Of course we cannot always share details about our work with customers, but nevertheless it is nice to show our technical achievements and share some of our implemented solutions.
This week a critical security vulnerability, dubbed "IngressNightmare", was published. This includes multiple CVE-assigned vulnerabilities which affect the Kubernetes Ingress Nginx controller. The worst one, CVE-2025-1974, has a very high CVE score of 9.8 (10.0 is the maximum).
Nginx is likely the most widely used Ingress controller in Kubernetes clusters. Hence the vulnerability has a large impact on Kubernetes clusters worldwide.
While the main function of the Nginx Ingress (handling incoming HTTP traffic, routing to the relevant application/service) is not problematic, the security vulnerability affects the admission controller part, used for validating Ingress configuration changes.
From the security researches at WIZ:
When the Ingress-NGINX admission controller processes an incoming ingress object, it constructs an NGINX configuration from it and then validates it using the NGINX binary. Our team found a vulnerability in this phase that allows injecting an arbitrary NGINX configuration remotely, by sending a malicious ingress object directly to the admission controller through the network.
During the configuration validation phase, the injected NGINX configuration causes the NGINX validator to execute code, allowing remote code execution (RCE) on the Ingress NGINX Controller’s pod.
In Rancher managed Kubernetes clusters, created with RKE1 or RKE2, the "ingress-nginx-controller" deployment in the "ingress-nginx" namespace is by default deployed as Ingress for the whole cluster.
While a lot of security blogs and articles quickly covered this security issue, an official response from SUSE for Rancher Kubernetes (RKE) or in general Rancher as product took time. As we are using Rancher ourselves, we requested an official statement from SUSE whether or not Rancher users are affected - and if yes, what mitigations should be done. Unfortunately no official response was added in the GitHub issue.
Eventually a Knowledge Base article was created on the SUSE website, which basically describes the topic and possible mitigation workarounds discussed in the GitHub issue. But at least this gave some kind of clarity: Yes, Rancher managed Kubernetes is affected.
However the criticality of the vulnerability can be slightly reduced if you are using Rancher. The webhook, used for the configuration validation, runs on a dedicated port. This can be verified by looking at the "ingress-nginx-controller" deployment in the "ingress-nginx" namespace:
Under normal circumstances, this dedicated port (TCP/8443) is not exposed to the Internet, as it is not used for handling and serving HTTP requests.
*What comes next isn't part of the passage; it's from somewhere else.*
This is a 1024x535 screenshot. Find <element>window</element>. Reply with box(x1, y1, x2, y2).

This means that the validating webhook can only be targeted from inside the Kubernetes cluster. An internal POD could be abused to target and attack the Ingress controller, but an attacker first needs to gain access to such a pod or find yet another RCE vulnerability in a pod.
This finding is also shared by Sysdig:
By default, the NGINX Ingress Controller is not publicly exposed. However, an attacker who gains a foothold on a pod may be able to access the controller. If the controller has been configured to be publicly exposed, then remote attackers may be able to exploit the vulnerability.
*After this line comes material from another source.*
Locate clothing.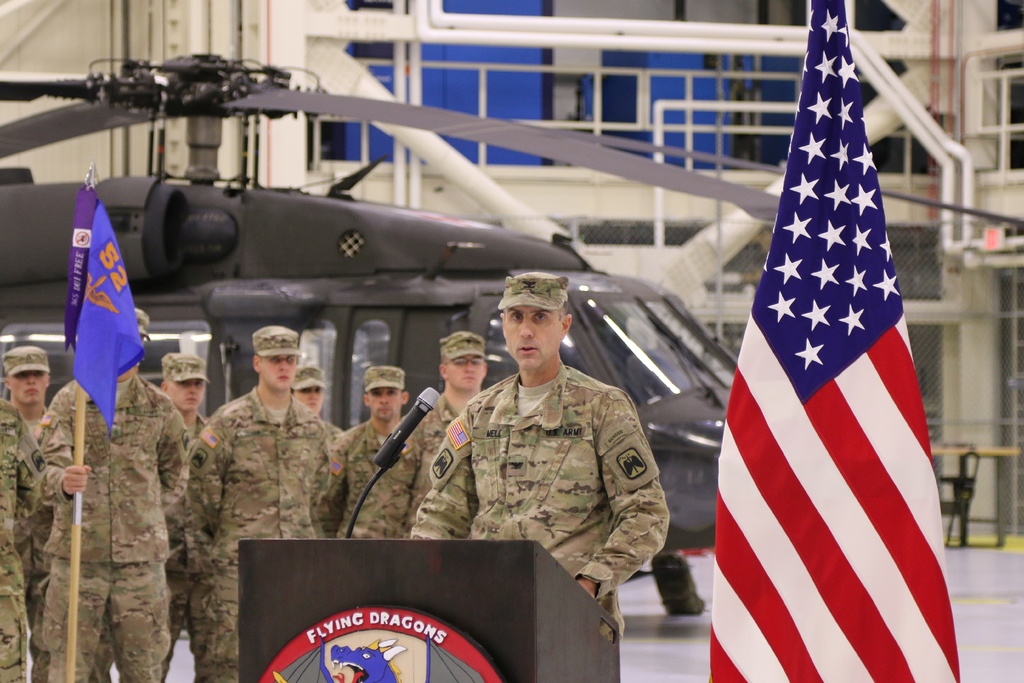
Bounding box: crop(15, 402, 53, 668).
This gives Rancher users a little breather, but they still need to act.
The mitigation, as mentioned in the WIZ findings is to temporarily disable the admission controller component of the Ingress controller, by removing the --validating-webhook argument.
As shown in the screenshot above, this can even be done in the Rancher UI, by editing the deployment and modifying the command.
On the command line using kubectl, the rke2-ingress-nginx-controller daemonset can be adjusted, too:
ck@infiniroot ~ $ kubectl edit ds rke2-ingress-nginx-controller -n kube-system
By removing the --validating-webhook=:8443 parameter the mitigation can be applied.
The mitigation helps to protect your Ingress against the discovered vulnerabilities. However this is considered a temporary workaround. The real fix comes with a Kubernetes update, containing the fixed version of the Nginx Ingress Controller.
For Rancher Kubernetes clusters deployed with RKE1 or RKE2 this means waiting for the next RKE release. RKE2 already prepared these releases today (March 27th 2025). The fixes for the IngressNightmare vulnerability will be in:
It will take a bit of time, until these new version are select-able in your Rancher UI to update the Kubernetes version on a selected downstream cluster.
Once they appear, Rancher administrators can update the Kubernetes version of a downstream cluster in the Rancher UI under Cluster Management -> Edit Cluster Config -> Under Basics select the Kubernetes Version containing the fix. We expect the fixed RKE2 versions to appear in the drop down menu within the next 24 hours.
We at Infiniroot love to share our troubleshooting knowledge when we need to tackle certain issues - but we also know this is not for everyone ("it just needs to work"). So if you are looking for a managed Rancher Kubernetes cluster in Switzerland or even in your own on-premise data center, check out our Private Kubernetes Container Cloud Infrastructure service at Infiniroot.